The prosecutors attempted to substitute his son in the indictment, but the judges rejected this due to proximity to trial. Alfried was tried in a separate Nuremberg trial (the Krupp Trial) for the use of slave labor, thereby escaping worse charges and possible execution; found guilty in 1948, pardoned and all property returned 1951. Robert Ley ...
John Clarence Woods (June 5, 1911 – July 21, 1950) was a United States Army master sergeant who, with Joseph Malta, carried out the Nuremberg executions of ten former top leaders of the Third Reich on October 16, 1946, after they were sentenced to death at the Nuremberg trials. Time magazine credited him with 347 executions to that date ...

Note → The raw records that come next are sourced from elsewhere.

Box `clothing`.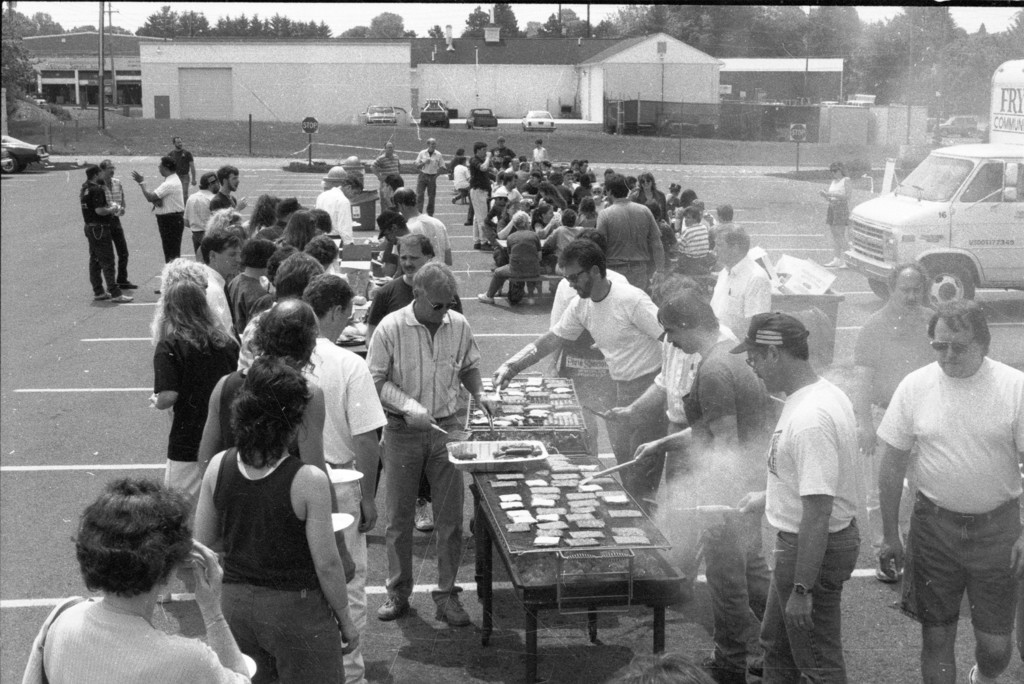
(left=467, top=164, right=486, bottom=240).
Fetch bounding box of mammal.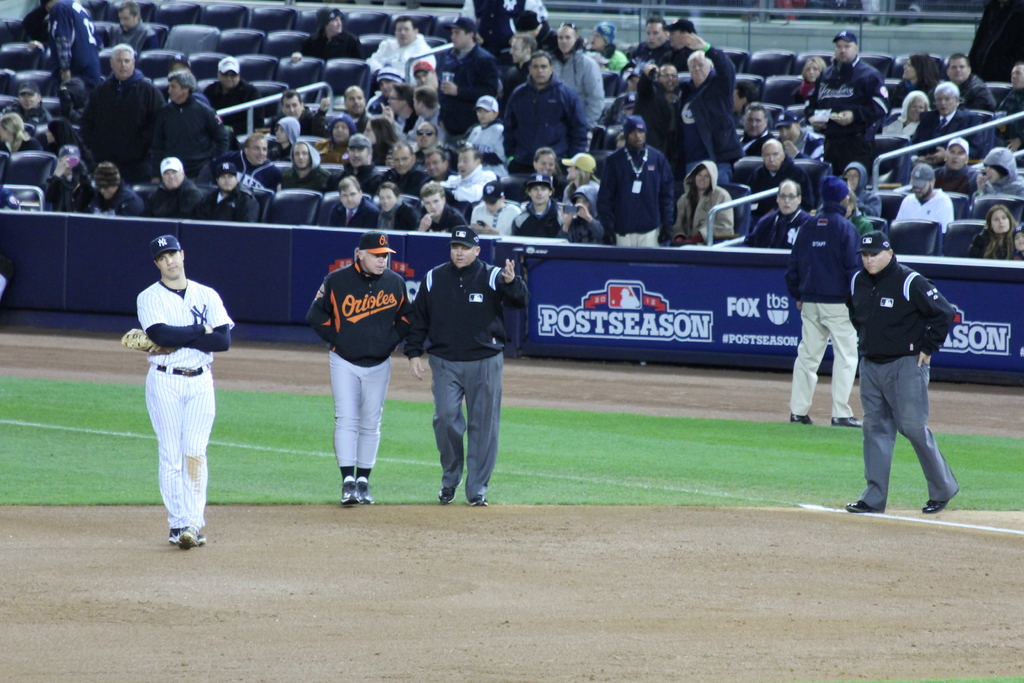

Wilhelm Bodewin Johann Gustav Keitel (German pronunciation: [ˈkaɪ̯tl̩]; 22 September 1882 – 16 October 1946) was a German field marshal who held office as chief of the Oberkommando der Wehrmacht (OKW), the high command of Nazi Germany's armed forces, during World War II. He signed a number of criminal orders and directives that led to ...
The Einsatzgruppen trial (officially, The United States of America vs. Otto Ohlendorf, et al.) was the ninth of the twelve trials for war crimes and crimes against humanity that the US authorities held in their occupation zone in Germany in Nuremberg after the end of World War II. These twelve trials were all held before US military courts, not ...
Death. Ulrich Friedrich-Wilhelm Joachim von Ribbentrop[ 1 ] (German: [joˈʔaxɪm fɔn ˈʁɪbəntʁɔp]; 30 April 1893 – 16 October 1946) was a German politician and diplomat who served as Minister of Foreign Affairs of Nazi Germany from 1938 to 1945. Ribbentrop first came to Adolf Hitler 's notice as a well-travelled businessman with more ...
Benjamin Berell Ferencz (March 11, 1920 – April 7, 2023) was an American lawyer. He was an investigator of Nazi war crimes after World War II and the chief prosecutor [ 1 ] for the United States Army at the Einsatzgruppen trial, one of the 12 subsequent Nuremberg trials held by US authorities at Nuremberg, Germany.